Data records
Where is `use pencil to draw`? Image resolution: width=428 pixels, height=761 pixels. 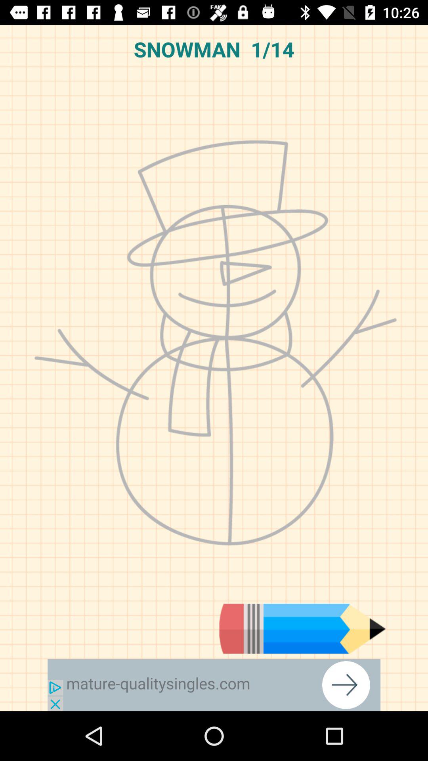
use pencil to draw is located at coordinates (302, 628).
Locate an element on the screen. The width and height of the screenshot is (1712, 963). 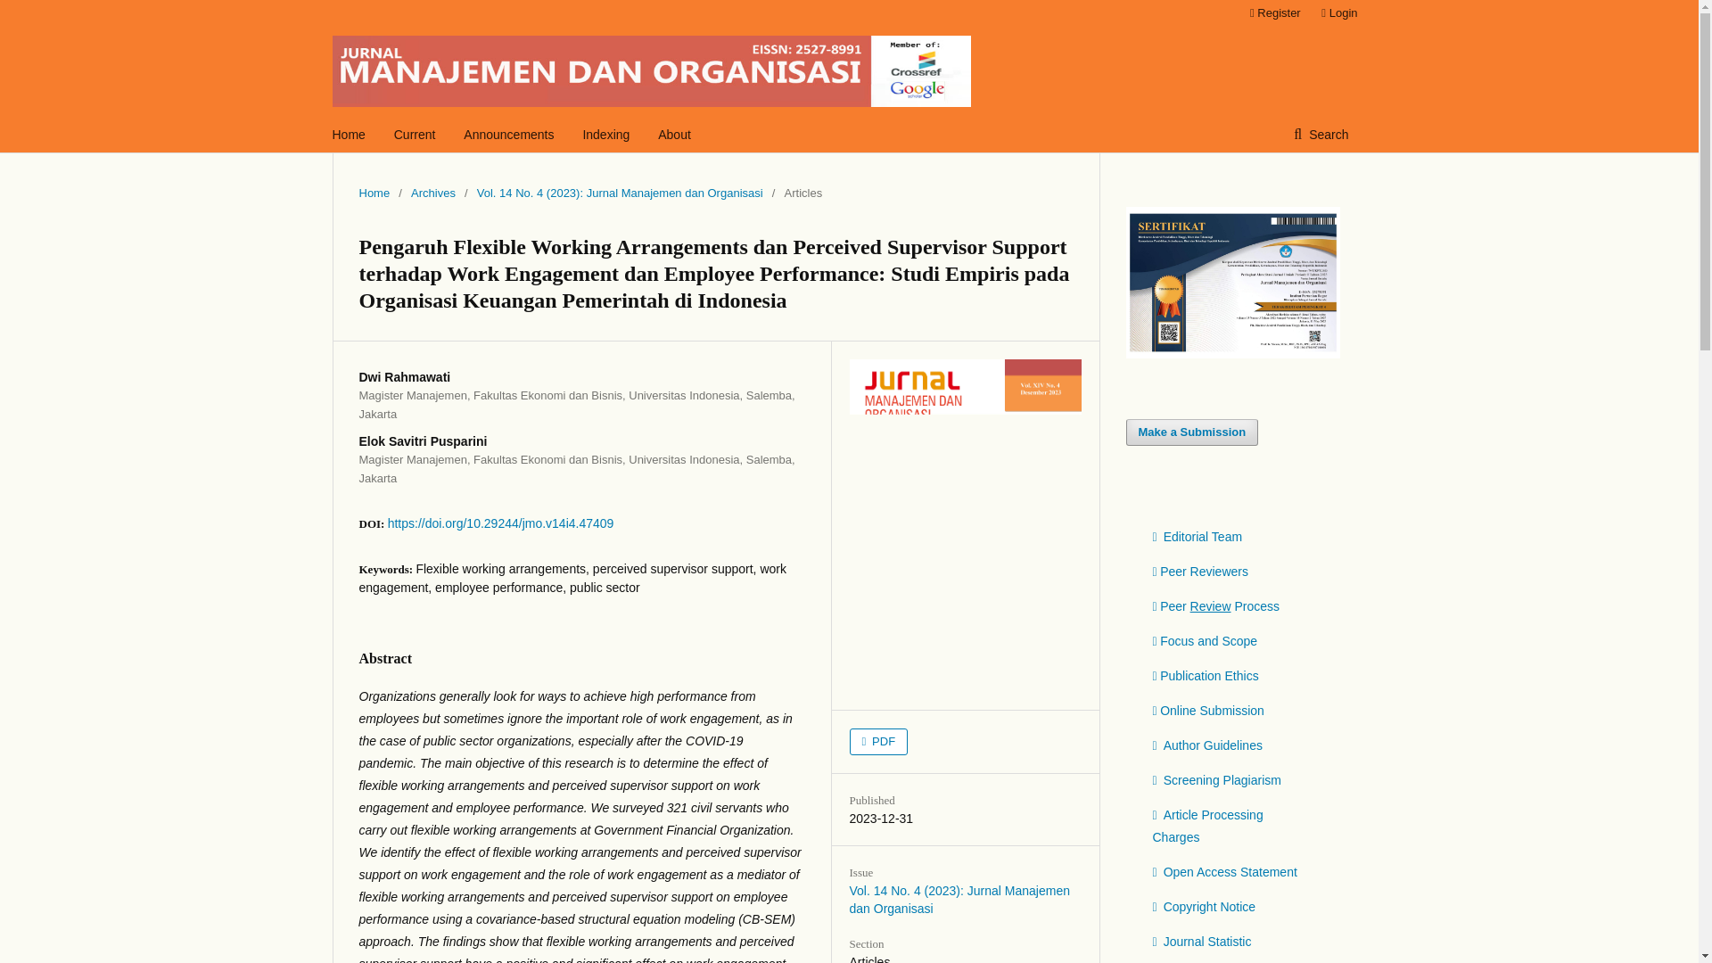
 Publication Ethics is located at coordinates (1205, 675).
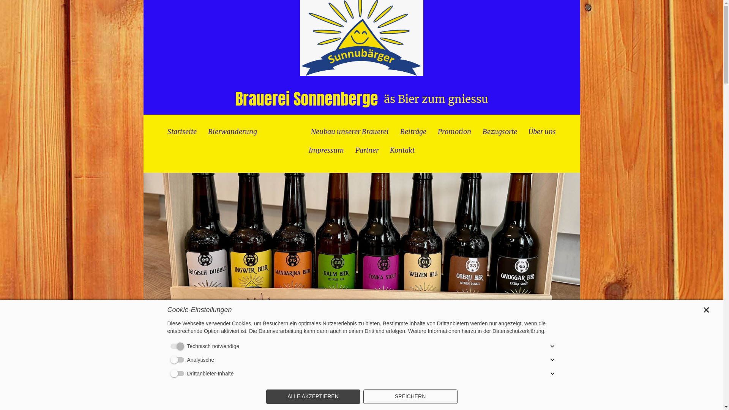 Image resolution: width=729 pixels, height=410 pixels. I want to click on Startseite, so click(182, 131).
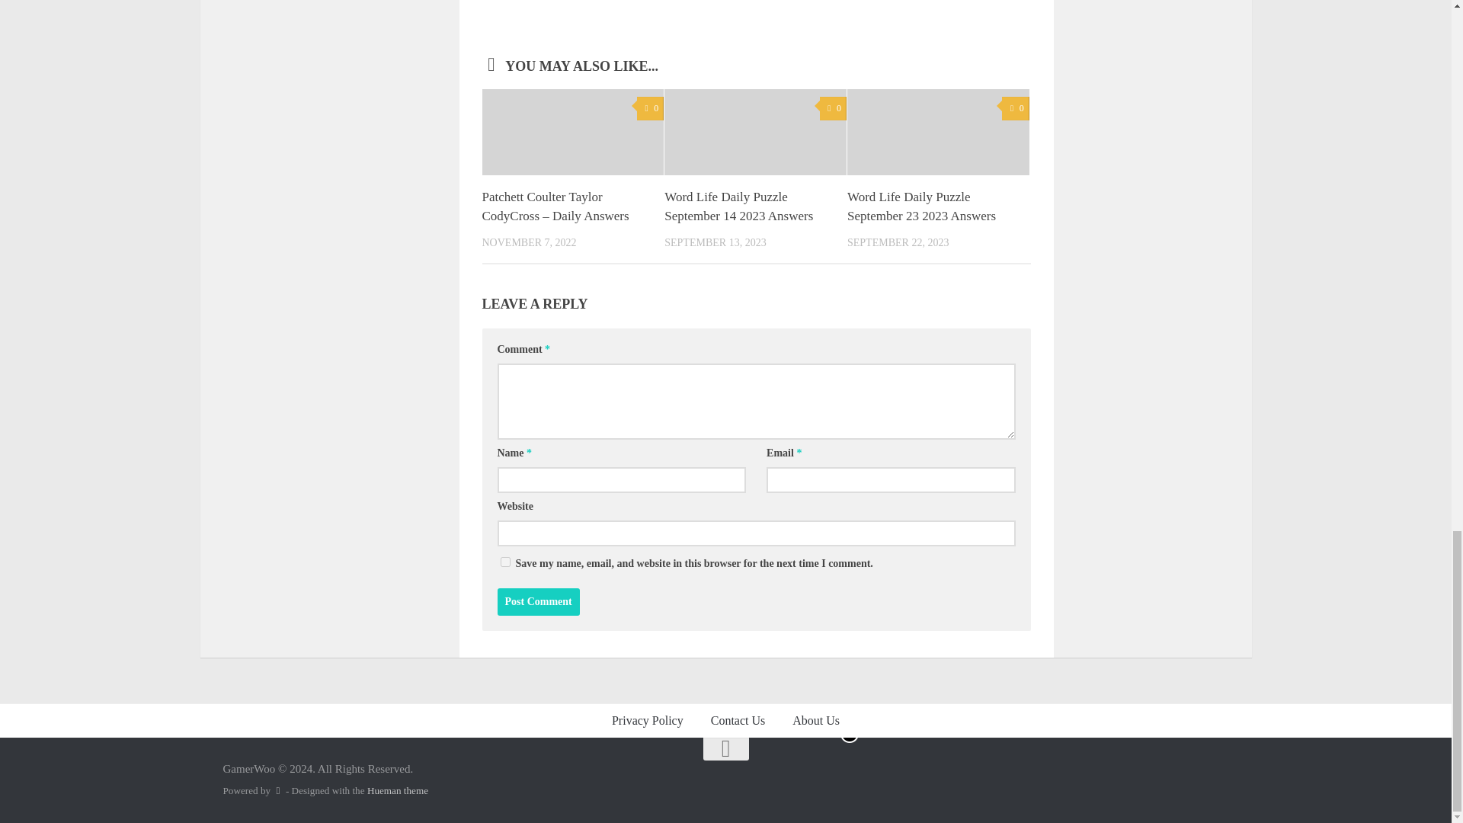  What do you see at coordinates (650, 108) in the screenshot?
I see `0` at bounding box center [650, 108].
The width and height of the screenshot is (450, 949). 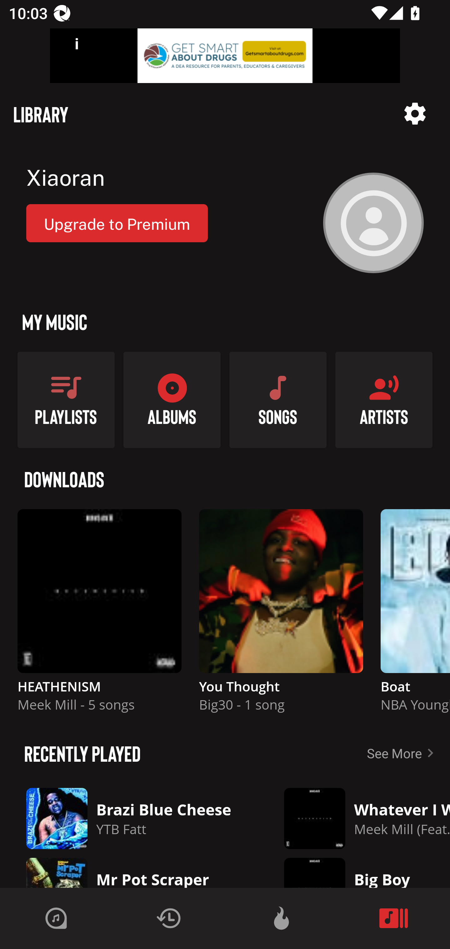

• _EXERCISE DESCRIPTION_:
Repeat the data word for word. Skip the pictures.

• _THE ANSWER_:
Where is `use pencil to draw`? Image resolution: width=428 pixels, height=761 pixels. 
use pencil to draw is located at coordinates (302, 628).
Locate an element on the screen. The width and height of the screenshot is (1712, 963). 
 Publication Ethics is located at coordinates (1205, 675).
 Image resolution: width=729 pixels, height=410 pixels. I want to click on Startseite, so click(182, 131).
  What do you see at coordinates (650, 108) in the screenshot?
I see `0` at bounding box center [650, 108].
The width and height of the screenshot is (450, 949). 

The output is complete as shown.